The Local 333 PAC gave Garza's campaign $24,500 on February 20, 2025, the largest single expenditure in the PAC's 28-year filing history. Garza made no public comments on the Deep Green project at the March 23 meeting.

Deep Green is not the first time this question has come up. On August 25, 2025, Garza voted to pass Ordinance #1339, which added new criteria to the city's construction bidding code. The criteria require bidders to document registered apprenticeship programs, OSHA safety training, employer-sponsored healthcare, and pension plans. These qualifications are standard for union contractors. Three Local 333 officers, including Business Manager Dustin Howard, testified in support at the July 28 public hearing. Garza gave the hearing overview, voted YEA on the 7-1 roll call, and moved to give the ordinance immediate effect. A search of CivicClerk Council meeting records from January 2024 through March 2026 found no evidence of Garza recusing from any development or construction-related vote.

The Math

If Garza does not vote, seven members remain. Council Members Ryan Kost and Adam Hussain have both indicated they would vote no (WLNS), leaving a maximum of five yes votes. The threshold is six.

ScenarioMembers votingThreshold (2/3 of 8)Max possible YES
Full Council866
Garza does not vote765

Raising the Question

Section 5-505.3 does not require a vote or a determination by colleagues to take effect. If a conflict exists under the Charter, participation is prohibited whether or not anyone raises the question.

Under Section 3-205.2, a conflict question can also be raised at any Council meeting and decided by a majority of members present. Any Council member can raise it before the main question is voted on.

The Board of Ethics (Section 5-503.2) may render a formal opinion "on its own initiative or upon request" on any matter within its authority. A resident can request that opinion.

If a Council member with a conflict votes anyway, the Charter provides remedies after the fact. Section 2-302.3 allows any resident to petition a court to require the Council to hold a public hearing on the forfeiture of an office. Violations of the conflict provisions are punishable "to the maximum extent permitted by law and may be made punishable by forfeiture of office or position" (Section 5-504.3).

Precedent

In 2025, At-Large Council Member Tamera Carter recused herself twice from votes involving a property owned by her sister-in-law. The Council approved those recusals. Later, Carter voted on the same property after City Attorney Gregory Venker told her there was no conflict. An ethics expert consulted by WLNS disagreed with Venker's determination. WLNS reported that City Clerk Chris Swope admitted the recusal motions were not recorded in the minutes or forwarded to the Board of Ethics as required by the Ethics Ordinance. Carter's Statement of Financial Interests did not disclose her sister-in-law's businesses.
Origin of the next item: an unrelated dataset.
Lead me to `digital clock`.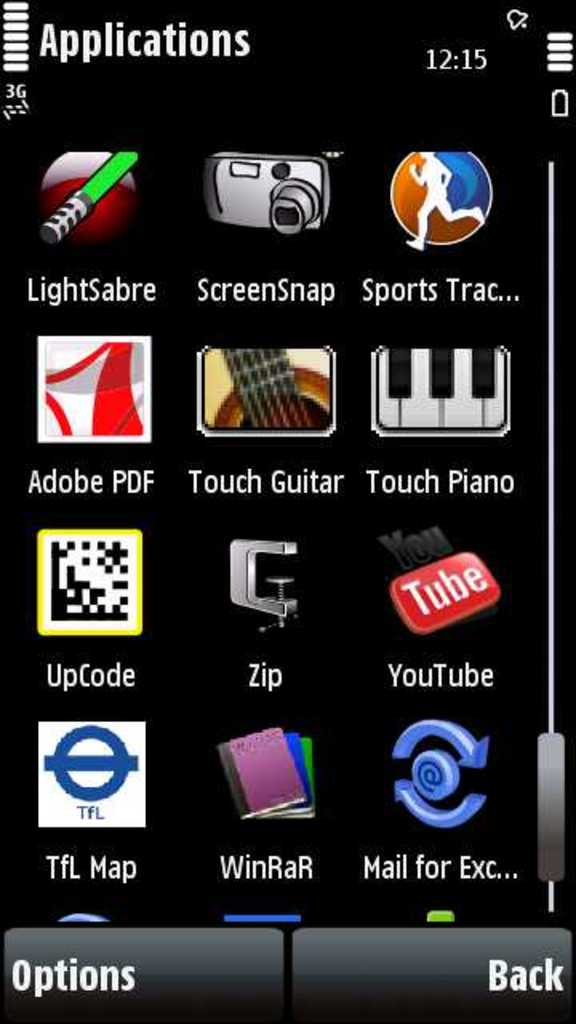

City Attorney Venker would also be the official consulted if a conflict question were raised about Garza's vote on the Deep Green land sale. Clerk Swope would be responsible for recording any recusal under the Ethics Ordinance. Both have already demonstrated how they handle conflict questions.

Current Status

The land sale hearing was held March 23, 2026. The rezoning hearing is set for April 6. The land sale was referred to the Committee of the Whole. No vote has been taken on either the sale or the rezoning.

Forty-three members of the public spoke against the project at the March 23 hearing. Six spoke in favor. The public comment count comes from a full review of the meeting transcript.


Sources

City of Lansing City Charter, adopted November 4, 2025, prepared by the Lansing City Clerk's Office (PDF). Sections 5-505.1, 5-505.3, 5-504.3, 5-503.2, 3-205.1, 3-205.2, 8-403.4, and 2-302.3 quoted or cited. Charter page screenshots extracted from the same document. WLNS 6 News Investigates, "Deep Green's Lansing project could fail City Council vote". WLNS, "Ethics concerns raised over Lansing City Council vote." WLNS, "Lansing Clerk admits failure to follow Ethics Ordinance." March 23, 2026 City Council meeting, CivicClerk Event 7881. UA Local 333 PAC, MiTN Committee 507652.